Abu Dhabi partners with Virgin Galactic spaceship firm
DUBAI, United Arab Emirates -- The Mideast investment fund that recently bet big on Mercedes-Benz said Tuesday that it will pay about $280 million to buy nearly a third of commercial space travel start-up Virgin Galactic.
Aabar Investments' buy-in gives British billionaire Sir Richard Branson's space tourism venture a big financial kickstart at a time when many funding sources have dried up because of the global recession. It also gives the wealthy Persian Gulf sheikdom of Abu Dhabi a chance to build its own space flight industry as it broadens its economy beyond the oil sector.
Aabar will buy a 32% stake in Virgin Galactic's holding company.
In exchange, the state-controlled fund will acquire "exclusive regional rights" to launch Virgin Galactic tourism and scientific research space flights from the United Arab Emirates capital.
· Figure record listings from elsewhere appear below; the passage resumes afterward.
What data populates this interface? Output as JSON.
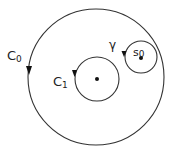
{
  "diagram": {
    "stroke_color": "#333333",
    "contours": [
      {
        "id": "C0",
        "label": "C",
        "subscript": "0",
        "cx": 96,
        "cy": 78,
        "r": 68,
        "orientation": "counterclockwise"
      },
      {
        "id": "C1",
        "label": "C",
        "subscript": "1",
        "cx": 97,
        "cy": 79,
        "r": 22,
        "orientation": "counterclockwise",
        "center_point": true
      },
      {
        "id": "gamma",
        "label": "γ",
        "cx": 146,
        "cy": 56,
        "r": 16,
        "orientation": "counterclockwise",
        "center_point": true
      }
    ],
    "labels": {
      "c0_main": "C",
      "c0_sub": "0",
      "c1_main": "C",
      "c1_sub": "1",
      "gamma": "γ",
      "s0_main": "s",
      "s0_sub": "0"
    }
  }
}
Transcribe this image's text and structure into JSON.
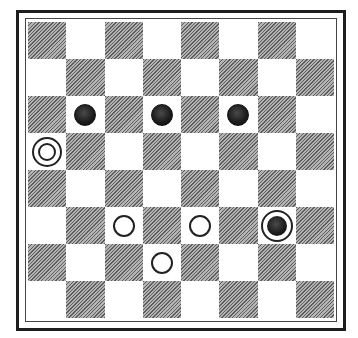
{
  "game": "checkers",
  "board": {
    "rows": 8,
    "cols": 8,
    "dark_on_odd_cols_in_row_1": true,
    "colors": {
      "dark": "#8a8a8a",
      "light": "#ffffff",
      "border": "#1e1e1e"
    }
  },
  "pieces": [
    {
      "type": "black-man",
      "row": 3,
      "col": 2
    },
    {
      "type": "black-man",
      "row": 3,
      "col": 4
    },
    {
      "type": "black-man",
      "row": 3,
      "col": 6
    },
    {
      "type": "white-king",
      "row": 4,
      "col": 1
    },
    {
      "type": "white-man",
      "row": 6,
      "col": 3
    },
    {
      "type": "white-man",
      "row": 6,
      "col": 5
    },
    {
      "type": "black-king",
      "row": 6,
      "col": 7
    },
    {
      "type": "white-man",
      "row": 7,
      "col": 4
    }
  ]
}
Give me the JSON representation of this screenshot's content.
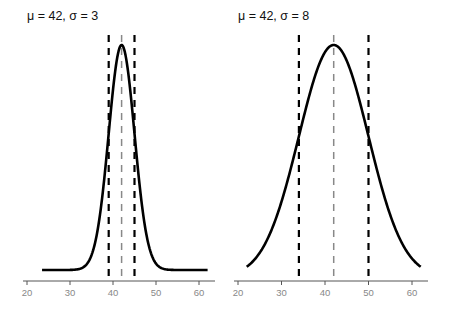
{
  "chart_data": [
    {
      "type": "line",
      "title": "μ = 42, σ = 3",
      "mu": 42,
      "sigma": 3,
      "xlabel": "",
      "ylabel": "",
      "xlim": [
        20,
        62
      ],
      "x_ticks": [
        20,
        30,
        40,
        50,
        60
      ],
      "x_tick_labels": [
        "20",
        "30",
        "40",
        "50",
        "60"
      ],
      "curve": "normal density",
      "vertical_lines": [
        {
          "x": 39,
          "style": "dashed",
          "color": "#000000",
          "label": "μ - σ"
        },
        {
          "x": 42,
          "style": "dashed",
          "color": "#888888",
          "label": "μ"
        },
        {
          "x": 45,
          "style": "dashed",
          "color": "#000000",
          "label": "μ + σ"
        }
      ],
      "grid": false,
      "y_axis_shown": false
    },
    {
      "type": "line",
      "title": "μ = 42, σ = 8",
      "mu": 42,
      "sigma": 8,
      "xlabel": "",
      "ylabel": "",
      "xlim": [
        22,
        62
      ],
      "x_ticks": [
        20,
        30,
        40,
        50,
        60
      ],
      "x_tick_labels": [
        "20",
        "30",
        "40",
        "50",
        "60"
      ],
      "curve": "normal density",
      "vertical_lines": [
        {
          "x": 34,
          "style": "dashed",
          "color": "#000000",
          "label": "μ - σ"
        },
        {
          "x": 42,
          "style": "dashed",
          "color": "#888888",
          "label": "μ"
        },
        {
          "x": 50,
          "style": "dashed",
          "color": "#000000",
          "label": "μ + σ"
        }
      ],
      "grid": false,
      "y_axis_shown": false
    }
  ],
  "panels": [
    {
      "title": "μ = 42, σ = 3"
    },
    {
      "title": "μ = 42, σ = 8"
    }
  ]
}
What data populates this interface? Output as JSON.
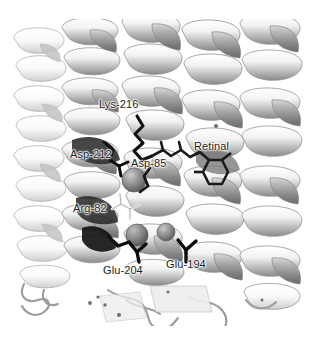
{
  "figure": {
    "kind": "molecular-structure-ribbon-diagram",
    "background_color": "#ffffff",
    "rendering": "grayscale cartoon ribbon with stick side chains and sphere waters",
    "width_px": 314,
    "height_px": 342
  },
  "labels": {
    "lys216": "Lys-216",
    "asp212": "Asp-212",
    "asp85": "Asp-85",
    "retinal": "Retinal",
    "arg82": "Arg-82",
    "glu204": "Glu-204",
    "glu194": "Glu-194"
  },
  "palette": {
    "background": "#ffffff",
    "ribbon_light": "#fbfbfb",
    "ribbon_mid": "#c9c9c9",
    "ribbon_shadow": "#8e8e8e",
    "ribbon_dark": "#6a6a6a",
    "ribbon_outline": "#9a9a9a",
    "sidechain_black": "#111111",
    "sidechain_outline": "#f2f2f2",
    "water_sphere": "#8f8f8f",
    "water_sphere_dark": "#6e6e6e",
    "label_text": "#1c1c1c",
    "coil_stroke": "#9c9c9c"
  },
  "scene": {
    "helices": [
      {
        "name": "helix-left-outer",
        "x": 38,
        "shade": "light"
      },
      {
        "name": "helix-left-inner",
        "x": 92,
        "shade": "mid"
      },
      {
        "name": "helix-center",
        "x": 150,
        "shade": "mid"
      },
      {
        "name": "helix-right-inner",
        "x": 205,
        "shade": "mid"
      },
      {
        "name": "helix-right-outer",
        "x": 268,
        "shade": "light"
      }
    ],
    "water_spheres": [
      {
        "name": "water-central",
        "cx": 134,
        "cy": 180,
        "r": 12
      },
      {
        "name": "water-lower",
        "cx": 137,
        "cy": 235,
        "r": 11
      },
      {
        "name": "water-right",
        "cx": 166,
        "cy": 232,
        "r": 9
      }
    ],
    "markers": [
      {
        "name": "water-dot-upper-right",
        "cx": 216,
        "cy": 126
      },
      {
        "name": "water-dot-lower-a",
        "cx": 90,
        "cy": 303
      },
      {
        "name": "water-dot-lower-b",
        "cx": 98,
        "cy": 297
      },
      {
        "name": "water-dot-lower-c",
        "cx": 105,
        "cy": 305
      },
      {
        "name": "water-dot-lower-d",
        "cx": 119,
        "cy": 315
      }
    ]
  }
}
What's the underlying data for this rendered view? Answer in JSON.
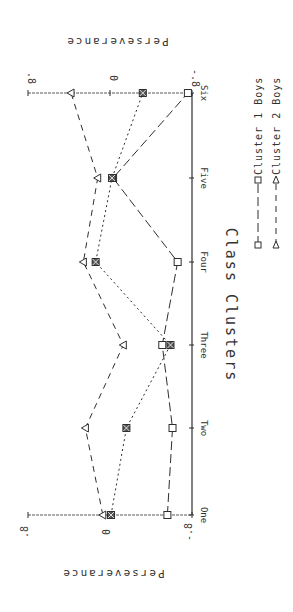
{
  "chart_data": {
    "type": "line",
    "orientation": "rotated-90-clockwise",
    "title": "Class Clusters",
    "xlabel": "",
    "ylabel": "Perseverance",
    "categories": [
      "One",
      "Two",
      "Three",
      "Four",
      "Five",
      "Six"
    ],
    "ylim": [
      -0.8,
      0.8
    ],
    "yticks": [
      -0.8,
      0,
      0.8
    ],
    "ytick_labels": [
      "-.8",
      "0",
      ".8"
    ],
    "grid": false,
    "legend_position": "right (bottom of unrotated chart)",
    "series": [
      {
        "name": "Cluster 1 Boys",
        "marker": "square",
        "line_style": "long-dash",
        "values": [
          -0.56,
          -0.61,
          -0.51,
          -0.66,
          -0.03,
          -0.76
        ]
      },
      {
        "name": "Cluster 2 Boys",
        "marker": "triangle",
        "line_style": "dash",
        "values": [
          0.07,
          0.24,
          -0.13,
          0.26,
          0.12,
          0.38
        ]
      },
      {
        "name": "",
        "marker": "crossed-square",
        "line_style": "dotted",
        "values": [
          -0.01,
          -0.16,
          -0.59,
          0.14,
          -0.02,
          -0.32
        ]
      }
    ]
  },
  "labels": {
    "title": "Class Clusters",
    "ylabel": "Perseverance",
    "categories": [
      "One",
      "Two",
      "Three",
      "Four",
      "Five",
      "Six"
    ],
    "yticks": [
      ".8",
      "0",
      "-.8"
    ],
    "legend": [
      "Cluster 1 Boys",
      "Cluster 2 Boys"
    ]
  },
  "style": {
    "ink": "#2e2e2e",
    "background": "#ffffff"
  }
}
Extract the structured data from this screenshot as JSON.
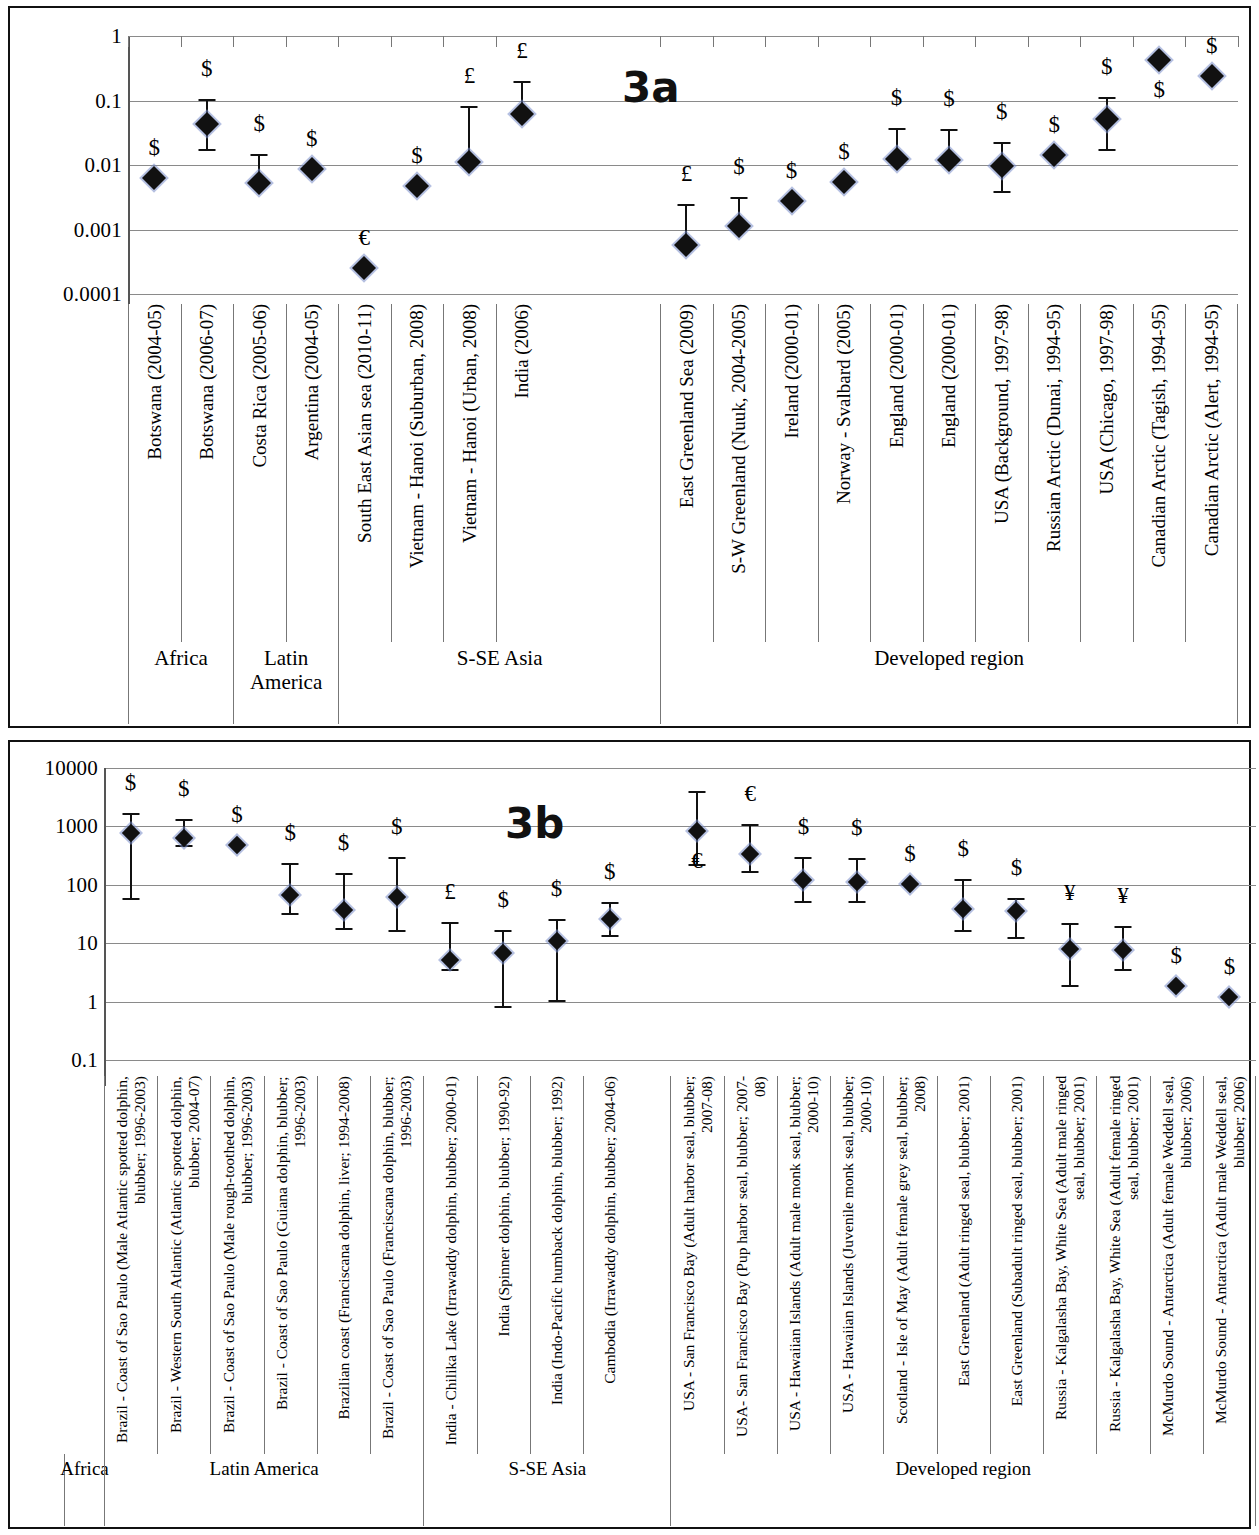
{
  "figure": {
    "panel_a_tag": "3a",
    "panel_b_tag": "3b"
  },
  "chart_data": [
    {
      "id": "3a",
      "type": "scatter",
      "title": "3a",
      "xlabel": "",
      "ylabel": "",
      "yscale": "log",
      "ylim": [
        0.0001,
        1
      ],
      "yticks": [
        "1",
        "0.1",
        "0.01",
        "0.001",
        "0.0001"
      ],
      "ytick_values": [
        1,
        0.1,
        0.01,
        0.001,
        0.0001
      ],
      "grid": true,
      "legend": "none",
      "categories": [
        "Botswana (2004-05)",
        "Botswana (2006-07)",
        "Costa Rica (2005-06)",
        "Argentina (2004-05)",
        "South East Asian sea (2010-11)",
        "Vietnam - Hanoi (Suburban, 2008)",
        "Vietnam - Hanoi (Urban, 2008)",
        "India (2006)",
        "East Greenland Sea (2009)",
        "S-W Greenland (Nuuk, 2004-2005)",
        "Ireland (2000-01)",
        "Norway - Svalbard (2005)",
        "England (2000-01)",
        "England (2000-01)",
        "USA (Background, 1997-98)",
        "Russian Arctic (Dunai, 1994-95)",
        "USA (Chicago, 1997-98)",
        "Canadian Arctic (Tagish, 1994-95)",
        "Canadian Arctic (Alert, 1994-95)"
      ],
      "values": [
        0.0063,
        0.043,
        0.0052,
        0.0086,
        0.00025,
        0.0047,
        0.011,
        0.062,
        0.00058,
        0.00115,
        0.0028,
        0.0054,
        0.0122,
        0.0118,
        0.0096,
        0.0145,
        0.052,
        0.42,
        0.24
      ],
      "err_low": [
        null,
        0.018,
        0.0052,
        null,
        null,
        null,
        0.011,
        0.062,
        0.00058,
        0.00115,
        null,
        null,
        0.0122,
        0.0118,
        0.004,
        0.0145,
        0.018,
        null,
        null
      ],
      "err_high": [
        null,
        0.105,
        0.015,
        null,
        null,
        null,
        0.082,
        0.2,
        0.0025,
        0.0032,
        null,
        null,
        0.037,
        0.036,
        0.023,
        null,
        0.115,
        null,
        null
      ],
      "currency_symbols": [
        "$",
        "$",
        "$",
        "$",
        "€",
        "$",
        "£",
        "£",
        "£",
        "$",
        "$",
        "$",
        "$",
        "$",
        "$",
        "$",
        "$",
        "$",
        "$"
      ],
      "region_groups": [
        {
          "label": "Africa",
          "start": 0,
          "end": 1
        },
        {
          "label": "Latin America",
          "start": 2,
          "end": 3
        },
        {
          "label": "S-SE Asia",
          "start": 4,
          "end": 7
        },
        {
          "label": "Developed region",
          "start": 8,
          "end": 18
        }
      ]
    },
    {
      "id": "3b",
      "type": "scatter",
      "title": "3b",
      "xlabel": "",
      "ylabel": "",
      "yscale": "log",
      "ylim": [
        0.1,
        10000
      ],
      "yticks": [
        "10000",
        "1000",
        "100",
        "10",
        "1",
        "0.1"
      ],
      "ytick_values": [
        10000,
        1000,
        100,
        10,
        1,
        0.1
      ],
      "grid": true,
      "legend": "none",
      "categories": [
        "Brazil - Coast of Sao Paulo (Male Atlantic spotted dolphin, blubber; 1996-2003)",
        "Brazil - Western South Atlantic (Atlantic spotted dolphin, blubber; 2004-07)",
        "Brazil - Coast of Sao Paulo (Male rough-toothed dolphin, blubber; 1996-2003)",
        "Brazil - Coast of Sao Paulo (Guiana dolphin, blubber; 1996-2003)",
        "Brazilian coast (Franciscana dolphin, liver; 1994-2008)",
        "Brazil - Coast of Sao Paulo (Franciscana dolphin, blubber; 1996-2003)",
        "India - Chilika Lake (Irrawaddy dolphin, blubber; 2000-01)",
        "India (Spinner dolphin, blubber; 1990-92)",
        "India (Indo-Pacific humback dolphin, blubber; 1992)",
        "Cambodia (Irrawaddy dolphin, blubber; 2004-06)",
        "USA - San Francisco Bay (Adult harbor seal, blubber; 2007-08)",
        "USA- San Francisco Bay (Pup harbor seal, blubber; 2007-08)",
        "USA - Hawaiian Islands (Adult male monk seal, blubber; 2000-10)",
        "USA - Hawaiian Islands (Juvenile monk seal, blubber; 2000-10)",
        "Scotland - Isle of May (Adult female grey seal, blubber; 2008)",
        "East Greenland (Adult ringed seal, blubber; 2001)",
        "East Greenland (Subadult ringed seal, blubber; 2001)",
        "Russia - Kalgalasha Bay, White Sea (Adult male ringed seal, blubber; 2001)",
        "Russia - Kalgalasha Bay, White Sea (Adult female ringed seal, blubber; 2001)",
        "McMurdo Sound - Antarctica (Adult female Weddell seal, blubber; 2006)",
        "McMurdo Sound - Antarctica (Adult male Weddell seal, blubber; 2006)"
      ],
      "values": [
        780,
        640,
        480,
        68,
        37,
        62,
        5.1,
        6.8,
        11,
        26,
        820,
        340,
        120,
        112,
        105,
        39,
        36,
        8.0,
        7.8,
        1.85,
        1.2
      ],
      "err_low": [
        60,
        480,
        null,
        33,
        18,
        17,
        3.6,
        0.85,
        1.05,
        14,
        230,
        170,
        52,
        52,
        null,
        17,
        13,
        1.9,
        3.6,
        null,
        null
      ],
      "err_high": [
        1700,
        1350,
        null,
        240,
        160,
        300,
        23,
        17,
        26,
        50,
        4100,
        1100,
        300,
        290,
        null,
        125,
        60,
        22,
        20,
        null,
        null
      ],
      "currency_symbols": [
        "$",
        "$",
        "$",
        "$",
        "$",
        "$",
        "£",
        "$",
        "$",
        "$",
        "€",
        "€",
        "$",
        "$",
        "$",
        "$",
        "$",
        "¥",
        "¥",
        "$",
        "$"
      ],
      "region_groups": [
        {
          "label": "Africa",
          "start": -1,
          "end": -1
        },
        {
          "label": "Latin America",
          "start": 0,
          "end": 5
        },
        {
          "label": "S-SE Asia",
          "start": 6,
          "end": 9
        },
        {
          "label": "Developed region",
          "start": 10,
          "end": 20
        }
      ]
    }
  ]
}
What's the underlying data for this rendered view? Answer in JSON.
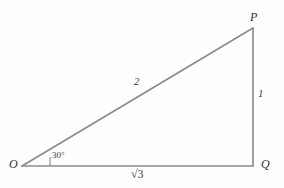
{
  "figure": {
    "type": "right-triangle-30-60-90",
    "background_color": "#fefefe",
    "stroke_color": "#8a8a8a",
    "text_color": "#3c3c3c"
  },
  "vertices": [
    {
      "name": "O",
      "label": "O",
      "x": 22,
      "y": 166
    },
    {
      "name": "P",
      "label": "P",
      "x": 253,
      "y": 28
    },
    {
      "name": "Q",
      "label": "Q",
      "x": 253,
      "y": 166
    }
  ],
  "sides": [
    {
      "name": "hypotenuse-OP",
      "label": "2"
    },
    {
      "name": "vertical-PQ",
      "label": "1"
    },
    {
      "name": "base-OQ",
      "label": "√3",
      "radicand": "3"
    }
  ],
  "angles": [
    {
      "name": "angle-at-O",
      "label": "30°",
      "value": 30,
      "unit": "degrees"
    }
  ]
}
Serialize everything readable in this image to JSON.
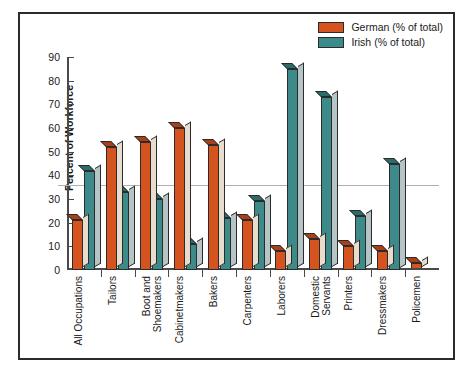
{
  "chart_data": {
    "type": "bar",
    "title": "",
    "xlabel": "",
    "ylabel": "Percent of Workforce",
    "ylim": [
      0,
      90
    ],
    "ytick_step": 10,
    "yticks": [
      0,
      10,
      20,
      30,
      40,
      50,
      60,
      70,
      80,
      90
    ],
    "grid": true,
    "gridline_value": 36,
    "legend_position": "top-right",
    "categories": [
      "All Occupations",
      "Tailors",
      "Boot and\nShoemakers",
      "Cabinetmakers",
      "Bakers",
      "Carpenters",
      "Laborers",
      "Domestic\nServants",
      "Printers",
      "Dressmakers",
      "Policemen"
    ],
    "series": [
      {
        "name": "German (% of total)",
        "color": "#D4531E",
        "side_color": "#E8DCCC",
        "top_color": "#A8401A",
        "values": [
          21,
          52,
          54,
          60,
          53,
          21,
          8,
          13,
          10,
          8,
          3
        ]
      },
      {
        "name": "Irish (% of total)",
        "color": "#3D8A8A",
        "side_color": "#B6C4C6",
        "top_color": "#2E6B6B",
        "values": [
          42,
          33,
          30,
          11,
          22,
          29,
          85,
          73,
          23,
          45,
          24
        ]
      }
    ]
  },
  "legend": {
    "entries": [
      {
        "label": "German (% of total)",
        "color": "#D4531E"
      },
      {
        "label": "Irish (% of total)",
        "color": "#3D8A8A"
      }
    ]
  },
  "axes": {
    "y_title": "Percent of Workforce"
  }
}
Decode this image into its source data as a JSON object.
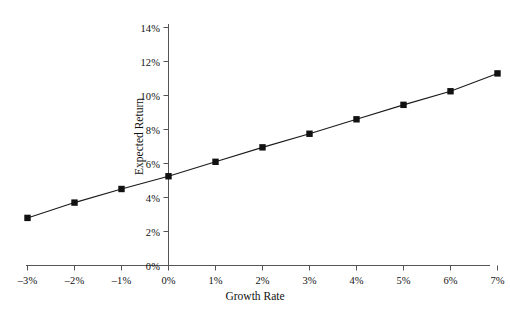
{
  "chart_data": {
    "type": "line",
    "title": "",
    "xlabel": "Growth Rate",
    "ylabel": "Expected Return",
    "x": [
      -3,
      -2,
      -1,
      0,
      1,
      2,
      3,
      4,
      5,
      6,
      7
    ],
    "values": [
      2.8,
      3.7,
      4.5,
      5.25,
      6.1,
      6.95,
      7.75,
      8.6,
      9.45,
      10.25,
      11.3
    ],
    "xtick_labels": [
      "–3%",
      "–2%",
      "–1%",
      "0%",
      "1%",
      "2%",
      "3%",
      "4%",
      "5%",
      "6%",
      "7%"
    ],
    "ytick_values": [
      0,
      2,
      4,
      6,
      8,
      10,
      12,
      14
    ],
    "ytick_labels": [
      "0%",
      "2%",
      "4%",
      "6%",
      "8%",
      "10%",
      "12%",
      "14%"
    ],
    "xlim": [
      -3,
      7
    ],
    "ylim": [
      0,
      14
    ],
    "grid": false,
    "legend": false,
    "marker": "square",
    "line_color": "#1a1a1a",
    "marker_color": "#111111",
    "axis_color": "#444444",
    "background": "#ffffff"
  }
}
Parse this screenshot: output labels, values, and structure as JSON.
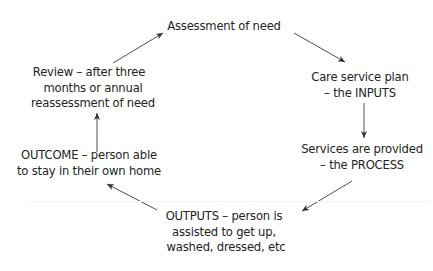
{
  "diagram": {
    "title": "",
    "type": "cycle",
    "nodes": [
      {
        "id": "assessment",
        "lines": [
          "Assessment of need"
        ]
      },
      {
        "id": "care-plan",
        "lines": [
          "Care service plan",
          "– the INPUTS"
        ]
      },
      {
        "id": "services",
        "lines": [
          "Services are provided",
          "– the PROCESS"
        ]
      },
      {
        "id": "outputs",
        "lines": [
          "OUTPUTS – person is",
          "assisted to get up,",
          "washed, dressed, etc"
        ]
      },
      {
        "id": "outcome",
        "lines": [
          "OUTCOME – person able",
          "to stay in their own home"
        ]
      },
      {
        "id": "review",
        "lines": [
          "Review – after three",
          "months or annual",
          "reassessment of need"
        ]
      }
    ],
    "edges": [
      {
        "from": "assessment",
        "to": "care-plan"
      },
      {
        "from": "care-plan",
        "to": "services"
      },
      {
        "from": "services",
        "to": "outputs"
      },
      {
        "from": "outputs",
        "to": "outcome"
      },
      {
        "from": "outcome",
        "to": "review"
      },
      {
        "from": "review",
        "to": "assessment"
      }
    ],
    "colors": {
      "text": "#232323",
      "arrow": "#3a3a3a",
      "background": "#ffffff"
    }
  }
}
"The significant partnership not only falls in line with Abu Dhabi's larger plans to inculcate technology research and science at a grassroots level but also complements its aim to be the international tourism capital of the region," Aabar Chairman Khadem al-Qubaisi said.
Aabar says it plans to pay an extra $100 million plus transaction costs to fund a program to launch small satellites into orbit, and will build a spaceport in Abu Dhabi.
Aabar is the first outside investor in the spaceflight company, which has been owned fully by Branson's Virgin Group. The deal values Virgin Galactic at about $875 million.
Regulators in the United States and elsewhere must approve the deal.
Virgin Group has pumped more than $100 million into its space flight venture since forming it in 2004. The company is working to develop flight vehicles with Scaled Composites, the Mojave, Calif.-based aeronautical firm that won the X Prize to build the first privately funded manned space ship.
Virgin Galactic has yet to show that it can put paying customers in orbit, or make a profit doing so. It plans to begin testing a new spacecraft, SpaceShipTwo, by the end of this year. The vehicle will piggyback to 50,000 feet on a large plane before blasting into suborbital space.